Monty Python and Cyber Security

By Phil Reitinger


In Monty Python’s Holy Grail, after a massacre of wedding guests by Sir Lancelot, the King of Swamp Castle says, “This is supposed to be a happy occasion.  Let’s not bicker and argue about who killed who.”  As cyber security goes these days, sometimes I feel like the King of Swamp Castle, and sometimes like the wedding guest who yells about Lancelot, “He’s killed the best man!”

Ironically, the King of “Swamp” Castle is right. The core issue in cyber security these days is that offense beats defense. If someone devotes enough resources to compromise your network over enough time, the odds are significantly in his or her favor.  Thus, you often hear stated “there are only two types of companies: those that have been hacked and those that will be.”  Until we can change this basic equation in favor of the defense – by building a cyber ecosystem that can defend itself, by devoting more resources to prevention especially of systemic risks, and by much broader use of resilient technologies like trustworthy secure systems (see NIST Sp. Pub. 800-160) – worrying about “who killed who (sic)” may be a waste of time.

But while placing blame on the cyber murderer may be a waste of time, it is not always so, and looking for the murderer has value.  Even if offense beats defense, we need to avoid resignation, and must guard against:

  • Know-Nothingism – U.S. President-elect Trump is correct that “hacking is a very hard thing to prove.” That doesn’t mean we shouldn’t try to prove it or attribute the hack where possible.  Even if, for example, general deterrence of hackers by criminal prosecution is not effective because the risk of getting caught is low, specific deterrence of particular persons, entities, or countries is possible.  And knowing sources of threats – threat intelligence – can be critical in mounting an effective defense.
  • Silence – When we have information on threats and hacking, we heed to share it. Attribution, even if far short of certainty, can be invaluable in determining the motivation behind an attack and its likely target.  Knowledge about attacks and compromises, even if attribution is completely unknown, can improve the defenses of others.  Last, speaking openly about attacks and their effects helps prevent characterization of malicious hacking and cyber risk as normal, acceptable, and immutable.
  • Fatalism – Sometimes folks want to throw up their hands. “Stop hacking?  Fuhgeddaboutit!”  Again, U.S. President-elect Trump is substantially correct that “no computer is safe,” but that doesn’t mean that no computer should be safe, or that it is not possible to do a much better job of making computers safe.  The new U.S. Administration will have some challenges here, with its preferences against regulation and expending additional resources.

In other words, the wedding guest is right too.  If Lancelot killed the best man, or even likely killed the best man (because Lancelot has a bloody sword and best man a stab wound), then that is worth knowing, saying, and acting upon even if a better suit of armor for the best man would have stopped the attack.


**DESCRIPTION OF THE TASK**
Search the material for the word "diagram" and copy each line that holds it.

**STUDY MATERIAL**
▬▬▬▬▬▬▬▬▬▬

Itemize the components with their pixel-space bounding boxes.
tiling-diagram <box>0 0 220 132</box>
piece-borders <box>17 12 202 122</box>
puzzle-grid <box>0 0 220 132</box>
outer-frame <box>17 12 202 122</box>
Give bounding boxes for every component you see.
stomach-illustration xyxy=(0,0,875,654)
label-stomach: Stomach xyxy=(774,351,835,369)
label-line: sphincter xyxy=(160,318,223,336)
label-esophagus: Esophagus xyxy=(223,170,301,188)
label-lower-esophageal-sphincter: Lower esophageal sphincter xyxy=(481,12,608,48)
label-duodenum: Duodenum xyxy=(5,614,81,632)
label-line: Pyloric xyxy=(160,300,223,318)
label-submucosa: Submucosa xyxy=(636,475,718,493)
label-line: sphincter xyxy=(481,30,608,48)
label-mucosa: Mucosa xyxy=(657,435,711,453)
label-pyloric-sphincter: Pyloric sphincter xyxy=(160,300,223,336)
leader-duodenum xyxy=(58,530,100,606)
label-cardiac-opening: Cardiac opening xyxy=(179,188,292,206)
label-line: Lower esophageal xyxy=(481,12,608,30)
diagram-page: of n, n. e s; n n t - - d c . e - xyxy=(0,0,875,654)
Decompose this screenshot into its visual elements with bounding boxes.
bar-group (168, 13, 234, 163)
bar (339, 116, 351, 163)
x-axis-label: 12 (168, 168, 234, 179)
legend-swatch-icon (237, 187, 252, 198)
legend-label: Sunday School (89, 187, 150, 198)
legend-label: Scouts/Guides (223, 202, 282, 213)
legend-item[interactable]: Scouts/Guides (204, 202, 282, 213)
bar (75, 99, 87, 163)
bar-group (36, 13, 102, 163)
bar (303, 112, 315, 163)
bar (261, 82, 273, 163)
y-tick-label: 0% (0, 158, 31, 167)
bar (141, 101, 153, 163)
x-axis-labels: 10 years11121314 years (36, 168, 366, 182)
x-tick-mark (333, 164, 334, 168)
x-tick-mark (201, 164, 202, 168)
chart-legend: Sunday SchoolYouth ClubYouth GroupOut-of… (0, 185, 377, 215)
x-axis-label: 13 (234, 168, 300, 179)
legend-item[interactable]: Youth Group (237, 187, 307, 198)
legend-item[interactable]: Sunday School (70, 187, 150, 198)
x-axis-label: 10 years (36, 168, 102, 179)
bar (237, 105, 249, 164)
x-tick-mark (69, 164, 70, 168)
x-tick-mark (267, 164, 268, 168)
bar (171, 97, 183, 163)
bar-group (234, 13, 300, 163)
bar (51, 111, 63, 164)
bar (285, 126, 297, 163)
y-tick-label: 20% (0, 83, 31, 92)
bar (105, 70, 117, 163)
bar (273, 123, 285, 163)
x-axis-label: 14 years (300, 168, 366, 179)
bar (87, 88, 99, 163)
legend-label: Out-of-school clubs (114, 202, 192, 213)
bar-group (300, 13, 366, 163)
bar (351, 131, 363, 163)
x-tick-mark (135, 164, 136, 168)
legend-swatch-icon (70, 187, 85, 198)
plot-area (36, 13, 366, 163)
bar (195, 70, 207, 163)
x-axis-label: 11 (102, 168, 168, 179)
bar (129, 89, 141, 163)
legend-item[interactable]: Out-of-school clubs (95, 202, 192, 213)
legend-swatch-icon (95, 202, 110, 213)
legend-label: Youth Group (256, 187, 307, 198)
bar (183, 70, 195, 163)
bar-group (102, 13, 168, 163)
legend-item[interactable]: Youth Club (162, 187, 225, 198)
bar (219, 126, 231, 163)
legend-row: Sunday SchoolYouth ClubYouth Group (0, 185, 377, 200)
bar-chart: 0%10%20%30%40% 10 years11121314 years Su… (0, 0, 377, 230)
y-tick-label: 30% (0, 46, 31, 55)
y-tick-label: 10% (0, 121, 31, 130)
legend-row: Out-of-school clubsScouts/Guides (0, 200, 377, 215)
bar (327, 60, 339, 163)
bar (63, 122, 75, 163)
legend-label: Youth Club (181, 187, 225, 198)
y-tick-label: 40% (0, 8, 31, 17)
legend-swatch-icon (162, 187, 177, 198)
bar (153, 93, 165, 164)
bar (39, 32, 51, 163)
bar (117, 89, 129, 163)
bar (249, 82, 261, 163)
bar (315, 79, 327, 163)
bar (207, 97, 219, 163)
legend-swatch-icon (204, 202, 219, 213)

▬▬▬▬▬▬▬▬▬▬

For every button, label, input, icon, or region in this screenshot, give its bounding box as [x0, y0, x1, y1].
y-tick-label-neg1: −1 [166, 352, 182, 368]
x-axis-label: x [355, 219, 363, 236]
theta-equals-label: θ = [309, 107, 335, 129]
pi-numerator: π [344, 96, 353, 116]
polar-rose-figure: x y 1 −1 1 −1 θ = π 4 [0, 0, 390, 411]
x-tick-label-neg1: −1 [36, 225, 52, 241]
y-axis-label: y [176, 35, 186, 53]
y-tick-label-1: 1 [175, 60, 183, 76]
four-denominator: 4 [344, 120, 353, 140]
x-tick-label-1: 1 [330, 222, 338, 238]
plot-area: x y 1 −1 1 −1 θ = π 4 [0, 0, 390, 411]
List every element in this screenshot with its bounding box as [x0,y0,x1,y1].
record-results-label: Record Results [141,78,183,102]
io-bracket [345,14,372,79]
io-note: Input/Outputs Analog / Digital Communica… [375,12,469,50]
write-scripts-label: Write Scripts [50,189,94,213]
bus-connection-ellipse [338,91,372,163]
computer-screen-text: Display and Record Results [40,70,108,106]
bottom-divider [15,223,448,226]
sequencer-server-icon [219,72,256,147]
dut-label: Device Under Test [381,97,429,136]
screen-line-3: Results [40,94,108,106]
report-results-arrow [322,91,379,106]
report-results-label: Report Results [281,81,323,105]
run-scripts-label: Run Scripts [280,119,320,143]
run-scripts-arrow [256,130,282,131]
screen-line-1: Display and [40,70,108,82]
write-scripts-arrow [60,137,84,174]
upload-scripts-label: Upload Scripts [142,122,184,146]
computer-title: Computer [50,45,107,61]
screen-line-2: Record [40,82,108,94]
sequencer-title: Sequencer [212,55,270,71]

▬▬▬▬▬▬▬▬▬▬

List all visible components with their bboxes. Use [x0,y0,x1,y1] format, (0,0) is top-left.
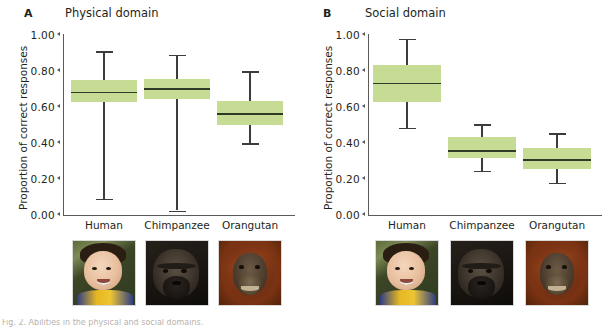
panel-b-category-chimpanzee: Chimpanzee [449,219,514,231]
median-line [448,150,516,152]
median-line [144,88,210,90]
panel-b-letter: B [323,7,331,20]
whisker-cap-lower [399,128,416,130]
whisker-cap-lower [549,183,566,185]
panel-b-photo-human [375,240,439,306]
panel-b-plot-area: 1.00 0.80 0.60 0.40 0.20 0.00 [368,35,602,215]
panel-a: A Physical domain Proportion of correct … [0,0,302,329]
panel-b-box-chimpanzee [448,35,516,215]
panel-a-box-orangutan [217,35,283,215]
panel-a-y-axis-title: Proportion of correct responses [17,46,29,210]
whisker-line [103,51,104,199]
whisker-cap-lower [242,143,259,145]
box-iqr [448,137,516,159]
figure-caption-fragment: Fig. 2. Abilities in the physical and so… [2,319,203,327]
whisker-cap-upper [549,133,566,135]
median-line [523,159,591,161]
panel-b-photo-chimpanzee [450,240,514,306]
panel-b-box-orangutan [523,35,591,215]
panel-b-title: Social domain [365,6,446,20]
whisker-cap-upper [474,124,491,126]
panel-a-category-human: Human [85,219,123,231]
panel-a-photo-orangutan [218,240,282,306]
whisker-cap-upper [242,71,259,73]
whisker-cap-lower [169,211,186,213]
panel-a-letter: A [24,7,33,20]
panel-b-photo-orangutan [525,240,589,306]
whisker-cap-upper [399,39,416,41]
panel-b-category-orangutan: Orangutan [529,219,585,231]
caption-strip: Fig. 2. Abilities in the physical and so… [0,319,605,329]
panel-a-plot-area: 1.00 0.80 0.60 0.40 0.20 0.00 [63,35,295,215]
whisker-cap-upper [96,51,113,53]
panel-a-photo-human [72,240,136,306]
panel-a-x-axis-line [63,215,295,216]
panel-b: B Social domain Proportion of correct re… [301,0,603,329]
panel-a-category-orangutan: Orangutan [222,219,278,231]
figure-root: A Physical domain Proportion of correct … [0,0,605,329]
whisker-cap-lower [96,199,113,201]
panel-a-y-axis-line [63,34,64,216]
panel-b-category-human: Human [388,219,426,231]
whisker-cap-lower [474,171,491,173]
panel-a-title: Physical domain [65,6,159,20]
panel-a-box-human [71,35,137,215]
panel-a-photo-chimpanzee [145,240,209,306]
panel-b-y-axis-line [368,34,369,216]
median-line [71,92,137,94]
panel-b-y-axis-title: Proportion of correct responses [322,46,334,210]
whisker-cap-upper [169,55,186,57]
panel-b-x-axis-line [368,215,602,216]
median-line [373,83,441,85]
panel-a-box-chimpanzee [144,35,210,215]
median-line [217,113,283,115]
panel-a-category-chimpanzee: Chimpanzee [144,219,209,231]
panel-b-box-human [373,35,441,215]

▬▬▬▬▬▬▬▬▬▬

**OUTPUT**
tiling-diagram <box>0 0 220 132</box>
diagram-page: of n, n. e s; n n t - - d c . e - xyxy=(0,0,875,654)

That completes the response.